Malcolm realizes that even though the DNA used to recreate these creatures captured perfectly the information needed to duplicate the originals physically, there had been no means by which the scientists could have reproduced the social structure that the original animals had developed and passed along over uncounted millennia. Without that information inherited from previous generations, the cloned velociraptors could only work out their own "culture" by trial and error -- mostly maladaptive, destructive error. They might well destroy themselves as a species all over again, just because they had had no chance to observe and learn from those who had come before them.
Every year, we are midwives to a new brood of legal hatchlings, law school graduates who must face the professional equivalent of nature red in tooth and claw: the bar examination. In the majority of cases, this is not an iterative, developmental experience. Most attorneys take the bar exam once and never have to apply its lessons again. But the lessons are real and valuable.
Some of those lessons are relatively easily compiled and organized, so that they can be provided/sold to future graduates through various forms of mass marketing: bar review courses that offer exhaustive compendia of necessary legal rules and concepts, or books that provide tips about studying, memorizing, essay writing, or time management. These can be quite helpful, and they provide a very large portion of the information that determines most applicant's behavior as they prepare for, and then take, the bar examination.
Still, for the most part, this information goes only to the development of the individual's fitness for the exam. Each individual applicant acquires certain needed components -- some knowledge, some judgment, some skills -- in the same way that an individual velociraptor can develop pointed teeth, sharp claws, and a muscular tail. And these components may serve that applicant well on the exam.
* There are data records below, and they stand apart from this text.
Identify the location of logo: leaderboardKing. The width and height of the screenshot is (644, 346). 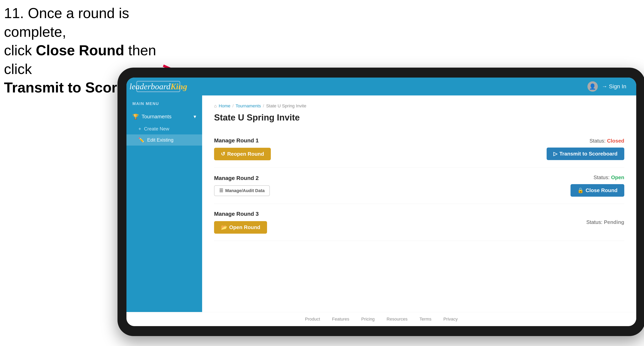
(158, 86).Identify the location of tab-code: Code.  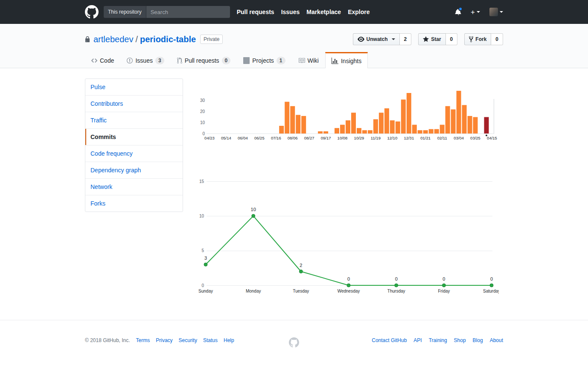
(102, 60).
What about the social aspect? I see my students this summer gathering to watch lectures together. I hear about them supporting each other when they are confused or frustrated. I know they are pushing each other to stay on track in their study progress. They tell me about meeting up off campus or trading thoughts by phone or online. I know that, for my school at least, something is different this summer: the students are more communicative with me, they are completing more of their assigned work on time, and they are sharing more notes and resources with each other. This isn't something they've read in a book or took down in a lecture. It is the social structure of this class of legal hatchlings, developing in a healthy way.
It may only be an incremental change, increasing engagement or completion or quality by a few percentage points. But such changes, over time, is the definition of evolution. But it can only happen if we have some way of passing it along, some analogue of DNA that transmits the essence of this slightly modified social structure along to the next generation of hatchlings.
In a way, one aspect of our existence as Academic Success vectors is to carry this information, as best we can, from class to class, like plasmids shuttling genetic material from one bacterium to another. We can tell next year's graduates what this year's graduates did, ask them to trust us and to try the same strategies. To the extent they do trust us, and to the extent that we know and can articulate the changes to the social structure, this can be helpful.
We can also ask our alumni to transmit directly, inviting them to return to the classroom next year and to share their experiences with the following class. I did this twice this past spring semester, and my students seemed very responsive, asking lots of questions to help them suss out what to expect in the summer. Later this month, I plan to record some video of students engaged in studying, or willing to open up after a lecture or an exercise, so that my future students can get a better idea of how these students worked alongside each other.
It is great to seem some improvement in outcomes for our students, and often we can point to better development of individual skills as a contributor to this improvement. But just because changes to the social component of performance might be more difficult to isolate and package doesn't mean we should let them slip away from year to year, with just the hope that they might be recreated from scratch each time. Some information is transmitted via nucleotides; some information, via letters and numbers; but some can only be passed along, by explanation and example, from one society to its successor.